The Venice Architecture Biennale is attracting thousands of visitors to the city and refilling its hotels, driving the recovery of Venice’s tourism industry that has been ravaged by the lockdowns. “The Biennale effect”, as the local newspaper Nuova Venezia dubs it, shows how the arts could aid Italy’s economic recovery, but activists have warned cultural organisations against fuelling the return of rampant overtourism.
After opening on 22 May (it closes on 21 November), the Architecture Biennale had generated 31,000 visits within 24 days (30% from abroad) compared with 33,500 over the same period in 2018. While most of Venice’s 300 hotels were still closed two weeks before the Biennale, 70% had opened by the start of the exhibition, with 60% of rooms booked during weekends in mid-June, Claudio Scarpa, the director of the Venice branch of the Federalberghi hoteliers association tells The Art Newspaper. The annual boat fair Salone Nautico (28 May-5 June), which drew 30,000 visitors, also helped fill hotels.
Italy’s broader cultural revival
Hoteliers have struggled in other parts of Italy—650 of Rome’s 1,250 hotels were still closed in the second week of June, according to Federalberghi—but museums across the country have rallied since reopening from 25 April. In May, Pompeii welcomed 26,000 visitors and Florence’s Uffizi clocked 100,000 visitors.
“The arts will be key to reviving tourism in this country,” says Magda Antonioli, a board member of the Italian Government Tourism Agency. “People go to Las Vegas for the luxury hotels. In Italy, they come for the culture.”

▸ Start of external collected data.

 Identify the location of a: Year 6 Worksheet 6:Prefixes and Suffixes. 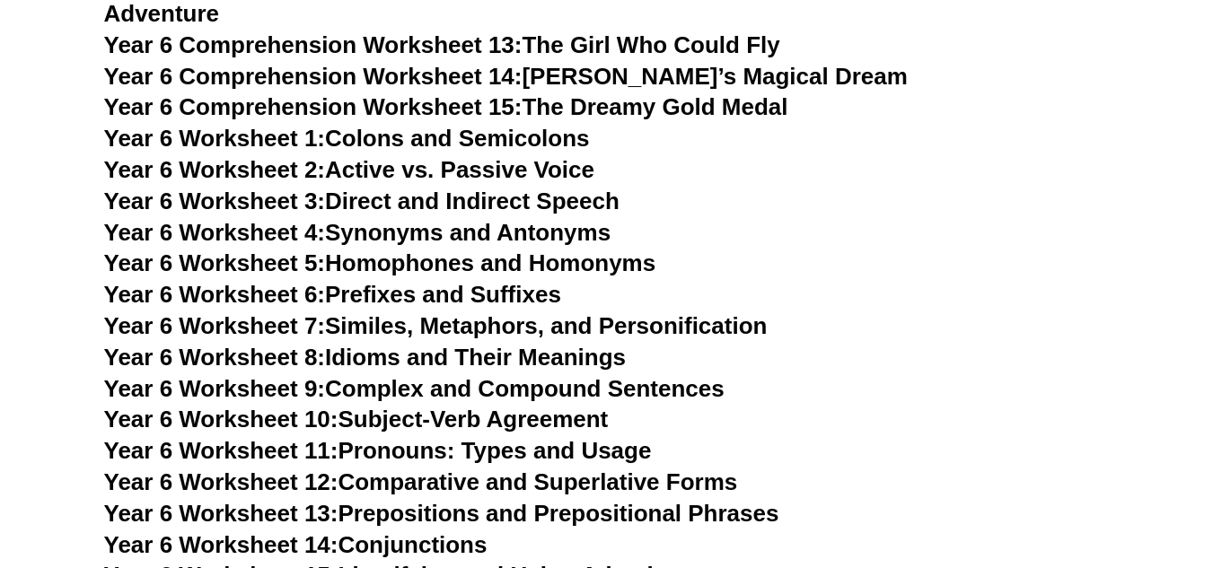
(332, 294).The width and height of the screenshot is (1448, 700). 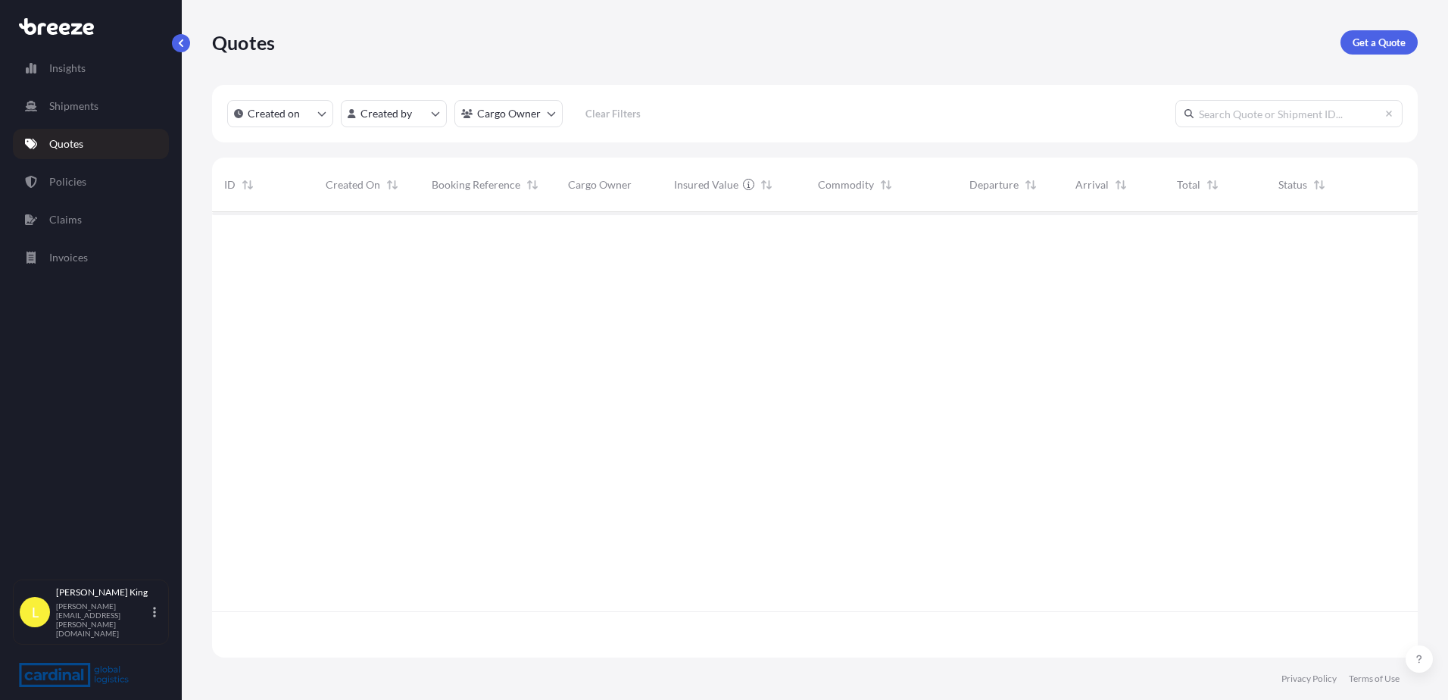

But Jane da Mosto, the executive director of the non-profit campaigning organisation We are Here Venice, has urged arts organisations to avoid tourist-centrism. In January, Da Mosto was among 6,000 people who signed an appeal contesting mayor Luigi Brugnaro’s declaration that the city’s civic museums would remain closed until tourists had returned. “Museums should focus on safeguarding heritage and providing culturally enriching services, irrespective of whether the visitor is a resident or passing through,” Da Mosto says.
€100bn losses
In 2020 there were 71.5% fewer tourist arrivals in Venice and 59.7% fewer in Italy due to the Covid-19 pandemic, compared with 2019. Tourism generated 13% of GDP in 2019, but only 7% last year, following losses of €100bn, according to the newspaper Corriere della Sera. In July, Prime Minister Mario Draghi is planning to activate systems for quarantine-free travel in Italy in efforts to kickstart the tourism industry. Previous levels of tourism could return in 2023 or 2024, according to Antonioli.
Even so, various museums and arts organisations have pledged to combat overtourism and cultivate local communities. Roberto Cicutto, the president of the Biennale, aims to transform its archives into a multi-disciplinary research hub drawing academic talent and international institutions to the city. “We hope this will create a different kind of residence to the fleeting visits the city has become accustomed to,” Cicutto says.
Da Mosto urges the Biennale to deliver on the initiative, saying: “We’ve had enough of plans—we want to see concrete actions”. In response, Cicutto admits: “We are clarifying our plans fairly quickly, but something is still missing from the planning process: a true co-operation agreement between the Venetian institutions that will allow us to create something unique throughout the world.”
Cruise ships are back: a ‘brutal return to business as usual’
On 3 June a cruise liner sailed into Venice for the first time in 17 months, despite the Italian government’s pledge in April to keep large ships out of the lagoon city. The MSC Orchestra was met with hundreds of protesters including Jane da Mosto, an environmental scientist and director of the campaigning group We are Here Venice, who faced off against the enormous vessel in a rowing boat. She describes the ship’s arrival as “a disaster” that provoked “huge outrage locally as well as globally and extinguished the credibility of the Italian government”. She tells The Art Newspaper that “no one was psychologically prepared for such a brutal, arrogant return to ‘business as usual’. We were accustomed to the serenity of our city without these metallic monsters and had allowed ourselves to imagine that Venice would be the perfect platform for the ‘ecological transition’, a pilot site and innovation hub for alternative productive activities and types of jobs. We need the international community to join us in saving our city for the world, rather than sacrificing it to the short-term profits of the cruise companies.”